Reviewed by Mary E. Dana

 




Rating System
Excellent Read *****
Highly Recommended ****
Very Good ***
Good **
Not Recommended *

Reviewer Rating: * * *
Title: Children of the Grove
Category:  Fantasy Fiction
Author: Robert Halmo
Publisher: 1stBooks Publishing
ISBN: 0-75962-316-3
Release Date: Available Now
 

Robert Halmo's lush depiction of place immediately puts the reader into a fantasy world where spring is forever. In the forays by the brothers into the "real world" of winter
snows and suffering, Halmo gradually draws us out of the
peace of that mystical Garden of Eden.

"Trees sprouted like the masts of sailing ships dusted by
starlight."

Fear for the boys is never an issue, they are magical. But
the landscape and the inhabitants of the world outside
drive us further into this fantasy land.

"Long white hair trailed onto his shoulders like the
strands of morning falling across a darkened land."

The birth of two babies to Ruisme who is an ashterim, the
Lady of the Grove is attended by the magical inhabitants of  this world. Unexpectedly these babies are human, brought forth from the trunk of a tree by their mother, Ruisme.

The story develops around the two boys, Eri and Nithell,
their training and growth until they began to explore outside the grove on their own. Eri seemed to have been
born with magical powers that his brother didn’t posses.
But after his mother gives Nithell a stone on the day of
his bonding rite, he seems to develop magical powers not
explored in this novel.

Their mother, Ruisme, takes the forces of evil that are
attacking the Grove, wraps herself in them, and disappears. The boys are taken to a nearby city and this novel ends.

Called Book One of Lords of Darkness, Lords of Light, the ending promises more to come.
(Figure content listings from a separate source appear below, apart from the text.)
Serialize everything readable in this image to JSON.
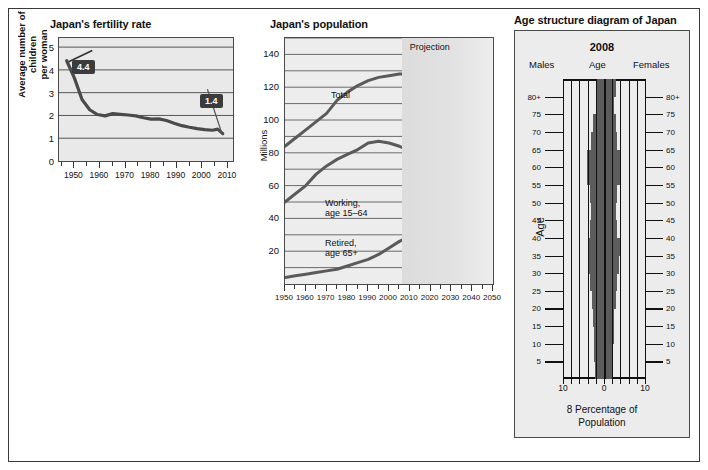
{
  "page": {
    "background": "#ffffff",
    "border_color": "#3a3a3a"
  },
  "fertility": {
    "title": "Japan's fertility rate",
    "y_axis_title": "Average number of children\nper woman",
    "callouts": [
      {
        "label": "4.4",
        "year": 1947,
        "value": 4.4
      },
      {
        "label": "1.4",
        "year": 2006,
        "value": 1.4
      }
    ],
    "chart_data": {
      "type": "line",
      "title": "Japan's fertility rate",
      "xlabel": "",
      "ylabel": "Average number of children per woman",
      "xlim": [
        1944,
        2012
      ],
      "ylim": [
        0,
        5.4
      ],
      "yticks": [
        0,
        1,
        2,
        3,
        4,
        5
      ],
      "xticks": [
        1950,
        1960,
        1970,
        1980,
        1990,
        2000,
        2010
      ],
      "minor_tick_step": 5,
      "grid": true,
      "series": [
        {
          "name": "Total fertility rate",
          "color": "#4a4a4a",
          "x": [
            1947,
            1950,
            1953,
            1956,
            1959,
            1962,
            1965,
            1968,
            1971,
            1974,
            1977,
            1980,
            1983,
            1986,
            1989,
            1992,
            1995,
            1998,
            2001,
            2004,
            2006,
            2008
          ],
          "y": [
            4.4,
            3.65,
            2.7,
            2.25,
            2.04,
            1.98,
            2.08,
            2.05,
            2.02,
            1.98,
            1.9,
            1.84,
            1.85,
            1.78,
            1.66,
            1.55,
            1.48,
            1.42,
            1.38,
            1.35,
            1.4,
            1.2
          ]
        }
      ]
    }
  },
  "population": {
    "title": "Japan's population",
    "y_axis_title": "Millions",
    "projection_label": "Projection",
    "projection_start_year": 2006,
    "series_labels": [
      {
        "text": "Total"
      },
      {
        "text": "Working,\nage 15–64"
      },
      {
        "text": "Retired,\nage 65+"
      }
    ],
    "chart_data": {
      "type": "line",
      "title": "Japan's population",
      "xlabel": "",
      "ylabel": "Millions",
      "xlim": [
        1950,
        2050
      ],
      "ylim": [
        0,
        150
      ],
      "yticks": [
        20,
        40,
        60,
        80,
        100,
        120,
        140
      ],
      "y_gridlines": [
        10,
        20,
        30,
        40,
        50,
        60,
        70,
        80,
        90,
        100,
        110,
        120,
        130,
        140,
        150
      ],
      "xticks": [
        1950,
        1960,
        1970,
        1980,
        1990,
        2000,
        2010,
        2020,
        2030,
        2040,
        2050
      ],
      "minor_tick_step": 5,
      "grid": true,
      "annotations": [
        {
          "text": "Projection",
          "x": 2015,
          "y": 147
        }
      ],
      "series": [
        {
          "name": "Total",
          "color": "#5a5a5a",
          "x": [
            1950,
            1955,
            1960,
            1965,
            1970,
            1975,
            1980,
            1985,
            1990,
            1995,
            2000,
            2005,
            2010,
            2015,
            2020,
            2025,
            2030,
            2035,
            2040,
            2045,
            2050
          ],
          "y": [
            84,
            89,
            94,
            99,
            104,
            112,
            117,
            121,
            124,
            126,
            127,
            128,
            128,
            126,
            124,
            121,
            117,
            113,
            109,
            105,
            101
          ]
        },
        {
          "name": "Working, age 15–64",
          "color": "#5a5a5a",
          "x": [
            1950,
            1955,
            1960,
            1965,
            1970,
            1975,
            1980,
            1985,
            1990,
            1995,
            2000,
            2005,
            2010,
            2015,
            2020,
            2025,
            2030,
            2035,
            2040,
            2045,
            2050
          ],
          "y": [
            50,
            55,
            60,
            67,
            72,
            76,
            79,
            82,
            86,
            87,
            86,
            84,
            81,
            76,
            73,
            71,
            67,
            64,
            60,
            58,
            55
          ]
        },
        {
          "name": "Retired, age 65+",
          "color": "#5a5a5a",
          "x": [
            1950,
            1955,
            1960,
            1965,
            1970,
            1975,
            1980,
            1985,
            1990,
            1995,
            2000,
            2005,
            2010,
            2015,
            2020,
            2025,
            2030,
            2035,
            2040,
            2045,
            2050
          ],
          "y": [
            4,
            5,
            6,
            7,
            8,
            9,
            11,
            13,
            15,
            18,
            22,
            26,
            29,
            33,
            35,
            34,
            34,
            34,
            35,
            35,
            35
          ]
        }
      ]
    }
  },
  "pyramid": {
    "title": "Age structure diagram of Japan",
    "year": "2008",
    "left_header": "Males",
    "center_header": "Age",
    "right_header": "Females",
    "age_axis_title": "Age",
    "caption": "8 Percentage of\nPopulation",
    "x_tick_labels": [
      "10",
      "0",
      "10"
    ],
    "chart_data": {
      "type": "bar",
      "title": "Age structure diagram of Japan, 2008",
      "xlabel": "8 Percentage of Population",
      "ylabel": "Age",
      "xlim": [
        -10,
        10
      ],
      "xticks": [
        -10,
        0,
        10
      ],
      "x_gridline_step": 2,
      "age_ticks": [
        "5",
        "10",
        "15",
        "20",
        "25",
        "30",
        "35",
        "40",
        "45",
        "50",
        "55",
        "60",
        "65",
        "70",
        "75",
        "80+"
      ],
      "bar_color": "#5c5c5c",
      "categories": [
        "0-4",
        "5-9",
        "10-14",
        "15-19",
        "20-24",
        "25-29",
        "30-34",
        "35-39",
        "40-44",
        "45-49",
        "50-54",
        "55-59",
        "60-64",
        "65-69",
        "70-74",
        "75-79",
        "80+"
      ],
      "series": [
        {
          "name": "Males",
          "values": [
            2.2,
            2.4,
            2.5,
            2.6,
            3.0,
            3.3,
            3.8,
            3.9,
            3.3,
            3.1,
            3.3,
            4.2,
            4.2,
            3.1,
            2.6,
            2.0,
            1.8
          ]
        },
        {
          "name": "Females",
          "values": [
            2.1,
            2.3,
            2.4,
            2.5,
            2.9,
            3.2,
            3.6,
            3.8,
            3.2,
            3.0,
            3.2,
            4.1,
            4.2,
            3.2,
            2.9,
            2.4,
            3.0
          ]
        }
      ]
    }
  }
}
I wished the story had been told all at once with less time
spent waiting for the boys to grow up. In spite of the
abundant poetic metaphors and similes, reading the first
two-thirds of this book was like wading on the bottom of an ocean. The obvious love of words slathered over the
simplest emotions throwing a blanket of vagueness over
everything. And this was a very minor character in the
beginning of the book. I ask you, is it perhaps
overwritten?

"After a time, the wizard’s mind began to reassert its
control. He forced himself to draw upon whatever powers of  reason he could summon amid such overwhelming emotion."